No matter what you eat, your diet will impact the environment, because all food requires inputs of energy from multiple sources to be produced. So the question becomes – “If there is a diet tailored to improving insulin tolerance, is there one for minimizing the environmental impact of food production, transportation, and consumption?”
The answer is “not really,” but some dietary choices will have less environmental impacts and can be more sustainable than others.
Eating Well with Canada’s Food Guide is designed to optimize the average person’s health; however, this meat and animal product based plan may have adverse environmental effects. According to the World Society for the Protection of Animals (WSPA), one-third of cultivable land is used for industrial livestock production worldwide, most of which is used to grow grain to feed the animals. Recommended Canadian food guide proportions suggest two daily servings of meat and three of dairy products. These demands for animal byproducts exacerbate the problems of land use.
The Mediterranean Diet, recently popularized in North America, promotes cardiovascular health and may reduce some of the negative impacts of a high-protein or animal-based diet by limiting meat and dairy consumption. Traditionally observed in Greece, Spain, and Southern Italy, the diet recommends a high consumption of fresh fruits, vegetables, legumes, whole grains and olive oil, a moderate consumption of fish and dairy, and limited consumption of red meat.
Unfortunately, Guelph is not in the Mediterranean, and any olive oil purchased here must be imported, which generates unnecessary carbon emissions. Even before transportation, one litre of Greece’s Sellás olive oil has a carbon footprint of 2.36 kilograms of carbon dioxide, much of which is due to olive oil’s carbon-intensive extraction process. A less intensive, but similarly heart-healthy oil, such as Canadian-grown canola oil, may be a better option.
Perhaps the most environmentally driven food plan is the “locavore” movement, with its followers restricting their diets to locally grown food. The concept of “local,” however, is up for individual interpretation, with food production boundaries ranging from a 100 kilometre radius to “I’ll purchase what I can at the Farmer’s Market, but anything else is fair game,” The locavore diet aims to reduce the distance that food travels, thus reducing greenhouse gas emissions from transportation.

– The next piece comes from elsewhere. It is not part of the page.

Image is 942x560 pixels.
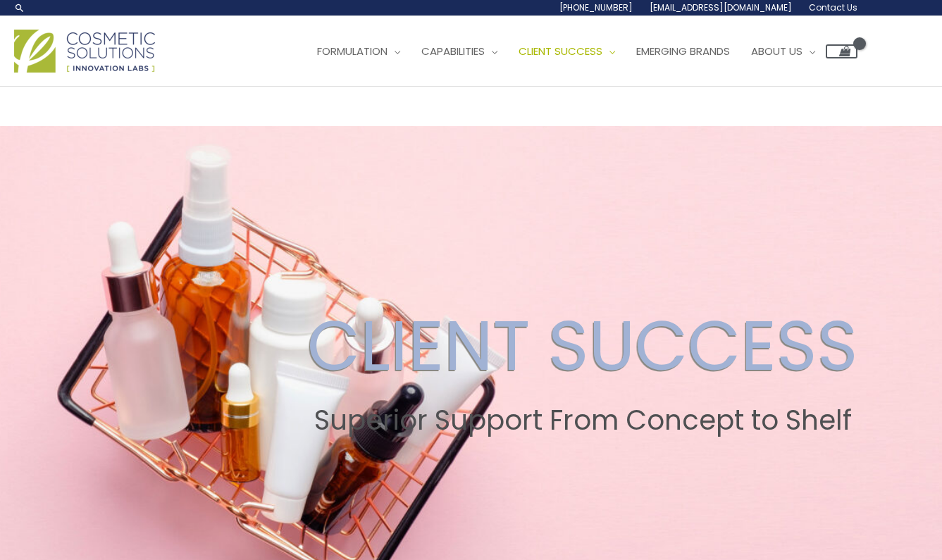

But does Wellington County chicken truly have a lesser “mileage” than one raised in, say, New York? What if the Wellington County farmer imports feed from Mexico, but the New York chicken eats grain from a neighbouring farm? Now which chicken is the more informed choice? And what if you jet off to Hawaii simply because you have a craving for pineapple and mahi mahi? Does that still count as eating local?
Deciding which foods or diet plan will minimize your carbon footprint can be overwhelming. As if choosing between chocolate and white milk or deciding which brand of cereal to buy wasn’t hard enough already! As with most things, making environmentally informed choices about food takes practice, but the decision is just as important and logical as comparing foods over taste or nutritional content.
Michael Pollan, the modern era’s food guru and author of An Omnivore’s Dilemma, recommends three rules for eating wisely, both nutritionally and environmentally: eat food, not too much, and mostly plants. Maybe we should consider a fourth rule, and stay informed of the origins of our food. Where is our food grown? How is it produced? Is it in season? What are the possible impacts it has on the environment?
There is no perfect guide to a sustainable diet, but if we keep up to date with current food practices, we can make the most informed choices to preserve the planet while still enjoying what it has to offer the palate.